RAID Performance Calculator
Compare read and write performance across RAID levels. Understand write penalties, IOPS characteristics, and throughput expectations.
✓ Read/write speed by RAID level
✓ Write penalty explained
✓ Workload recommendations
Distributes parity across all drives. Survives one drive failure. Good balance of capacity and protection.
Usable Capacity
11.82 TB
75.0% storage efficiency
RAID level comparison
| Level | Min | Fault tolerance | Capacity formula |
|---|---|---|---|
| RAID 0 | 2 | None | N × Size |
| RAID 1 | 2 | N−1 drives | 1 × Size |
| RAID 5 | 3 | 1 drive | (N−1) × Size |
| RAID 6 | 4 | 2 drives | (N−2) × Size |
| RAID 10 | 4 | 1/mirror pair | (N÷2) × Size |
| RAID 50 | 6 | 1/sub-array | (N−2) × Size* |
| RAID 60 | 8 | 2/sub-array | (N−4) × Size* |
| JBOD | 1 | None | N × Size |
| SHR | 1 | 1 drive (SHR-1) | ≈(N−1) × Size |
* Assumes 2 sub-arrays. N = number of drives.
RAID Performance by Level
RAID level dramatically affects both throughput (MB/s for large files) and IOPS (operations per second for small random reads/writes). Understanding write penalties is key to choosing the right level for your workload.
Write Penalty by RAID Level
RAID 0: 1:1 (no penalty) — fastest writes
RAID 1: 2:1 (mirror write) — moderate penalty
RAID 5: 4:1 (read-modify-write) — significant penalty
RAID 6: 6:1 (dual parity) — highest penalty
RAID 10: 2:1 (mirror write) — best write performance among redundant levels
Best RAID Level by Workload
- Database (random R/W): RAID 10 — lowest write penalty + excellent random IOPS
- File server (sequential read): RAID 5/6 — good capacity + fast sequential reads
- Video editing (sequential R/W): RAID 0 or RAID 10 — throughput is king
- Web server (read-heavy): RAID 5 — reads scale with drive count, writes are rare
- Email/VM server: RAID 10 — mixed random I/O needs low write penalty
Estimated Throughput (4 × HDD, ~200 MB/s each)
RAID 0: ~800 MB/s read, ~800 MB/s write
RAID 5: ~600 MB/s read, ~200 MB/s write
RAID 6: ~400 MB/s read, ~150 MB/s write
RAID 10: ~400 MB/s read, ~400 MB/s write
💡 SSD vs HDD
The write penalty matters most for HDDs. With SSDs, random IOPS are so high that even RAID 5/6 write penalties are manageable. For SSD arrays, prioritize capacity efficiency (RAID 5/6) over write optimization (RAID 10).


> **EXERCISE BRIEF**: For each entry, return the text exactly and omit any image.

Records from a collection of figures
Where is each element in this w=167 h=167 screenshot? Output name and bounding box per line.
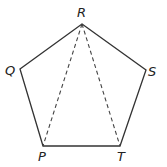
- vertex-label-s: S: [148, 64, 156, 79]
- vertex-label-t: T: [117, 149, 126, 164]
- vertex-label-p: P: [38, 149, 46, 164]
- pentagon-outline: [20, 24, 146, 146]
- pentagon-diagram: R Q S P T: [0, 0, 167, 167]
- diagonal-rt: [82, 24, 120, 146]
- diagonal-rp: [43, 24, 82, 146]
- vertex-label-q: Q: [5, 63, 15, 78]
- vertex-label-r: R: [77, 5, 86, 20]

> **ANSWER TO THIS PROBLEM**:
Where is each element in this w=167 h=167 screenshot? Output name and bounding box per line.
- vertex-label-s: S: [148, 64, 156, 79]
- vertex-label-t: T: [117, 149, 126, 164]
- vertex-label-p: P: [38, 149, 46, 164]
- pentagon-outline: [20, 24, 146, 146]
- pentagon-diagram: R Q S P T: [0, 0, 167, 167]
- diagonal-rt: [82, 24, 120, 146]
- diagonal-rp: [43, 24, 82, 146]
- vertex-label-q: Q: [5, 63, 15, 78]
- vertex-label-r: R: [77, 5, 86, 20]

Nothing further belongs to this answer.